In the latest Hot Topics in the Art World book, The Art Institution of Tomorrow, contemporary art curator and writer Fatoş Üstek presents a radical proposal for a new model of art institution which will address the challenges of our age. The work is part of the Hot Topics in the Art World series, edited by Institute faculty Jeffrey Boloten and Juliet Hacking and in collaboration with art world publishers, Lund Humphries.
The Institute’s partnership with Lund Humphries is part of a longstanding publishing collaboration between the two organizations, dating back to 2009. Previous co-publications include the successful series of professional handbooks in international art business, featuring Juliet Hacking’s own book, Photography and the Art Market, and The Valuation of Fine Art and Design by Sotheby’s Institute of Art-New York Director, Ann-Marie Richard.
The Art Institution of Tomorrow by Fatoş Üstek is a unique manifesto for raising the standard of institutional practices across the world. It brings together internationally acclaimed voices and examples of excellence that are taking place in and outside the arts sector, to imagine and define the future for art institutions.
Today’s institutions are constantly occupied with a plethora of activities, externally and internally, as well as facing external pressures and internal problems. The majority of institutional energies are channeled outside their institutional tasks and responsibilities like leading scholarly research, identifying artworks for exhibitions, commissioning artists for new works, making acquisitions, and caring for their collections. Their resources, such as staff, site, and communications, are directed towards responding to the impending challenges and constant demands they are tasked to engage with.
"Today we live in a world of crises, that erupt with accelerating frequency and increasing scale and intensity. The current systems and structures within which art institutions operate are falling short of the demands of a changing society and changes within the arts. This publication aims to provide solutions by calling on all art institutions to rethink how they reinstate their purpose, change their mindset, and gain autonomy and agency by transforming their inherited frameworks and operational models." – Fatoş Üstek
This publication suggests that existing art institutions are not equipped to deal with the radical social, economic and environmental change we are living through and engage with advancement in the arts. In an environment where public funding is scarce or non-existent, where sponsorship is narrowly defined and the sponsor has decisive vote, and where boards and other stakeholders define performance targets, it is not surprising that institutions are stagnating. The need to preserve existing income streams, public appeal and international reputation calls for a re-think. This publication states that unless they re-focus on their core purpose and fundamentally transform their organisational structure and operational models, they will start to lose their relevance and influence.
Built on an extensive study of non-profit visual-arts organisations and the creative industries at large, and incorporating interviews with more than 50 international institutional leaders from throughout the sector, the book expresses a clear outline of change that art institutions will need to undergo in order to maintain their relevance for generations to come.
Institute faculty, students, and alumni receive a 20% discount on Lund Humphries titles with the code 'Soth20'.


• **Required work**
The expected output is an exact restatement of all the records.

(App and web page records)
# # # #

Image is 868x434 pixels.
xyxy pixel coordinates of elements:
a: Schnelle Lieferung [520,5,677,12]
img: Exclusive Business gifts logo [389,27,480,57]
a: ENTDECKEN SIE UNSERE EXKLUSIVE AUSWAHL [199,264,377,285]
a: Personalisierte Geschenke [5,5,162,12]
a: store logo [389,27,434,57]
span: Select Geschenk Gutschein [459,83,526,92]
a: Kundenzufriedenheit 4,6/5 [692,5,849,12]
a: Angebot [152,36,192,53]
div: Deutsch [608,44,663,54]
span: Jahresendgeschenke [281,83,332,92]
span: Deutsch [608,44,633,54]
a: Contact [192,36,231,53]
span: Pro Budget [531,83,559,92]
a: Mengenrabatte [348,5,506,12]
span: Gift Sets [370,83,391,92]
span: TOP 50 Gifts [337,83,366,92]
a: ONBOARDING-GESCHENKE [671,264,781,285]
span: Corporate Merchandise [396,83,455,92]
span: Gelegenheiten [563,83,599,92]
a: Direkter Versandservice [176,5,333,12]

# # # #

• **Result of this exercise**
Image is 868x434 pixels.
xyxy pixel coordinates of elements:
a: Schnelle Lieferung [520,5,677,12]
img: Exclusive Business gifts logo [389,27,480,57]
a: ENTDECKEN SIE UNSERE EXKLUSIVE AUSWAHL [199,264,377,285]
a: Personalisierte Geschenke [5,5,162,12]
a: store logo [389,27,434,57]
span: Select Geschenk Gutschein [459,83,526,92]
a: Kundenzufriedenheit 4,6/5 [692,5,849,12]
a: Angebot [152,36,192,53]
div: Deutsch [608,44,663,54]
span: Jahresendgeschenke [281,83,332,92]
span: Deutsch [608,44,633,54]
a: Contact [192,36,231,53]
span: Pro Budget [531,83,559,92]
a: Mengenrabatte [348,5,506,12]
span: Gift Sets [370,83,391,92]
span: TOP 50 Gifts [337,83,366,92]
a: ONBOARDING-GESCHENKE [671,264,781,285]
span: Corporate Merchandise [396,83,455,92]
span: Gelegenheiten [563,83,599,92]
a: Direkter Versandservice [176,5,333,12]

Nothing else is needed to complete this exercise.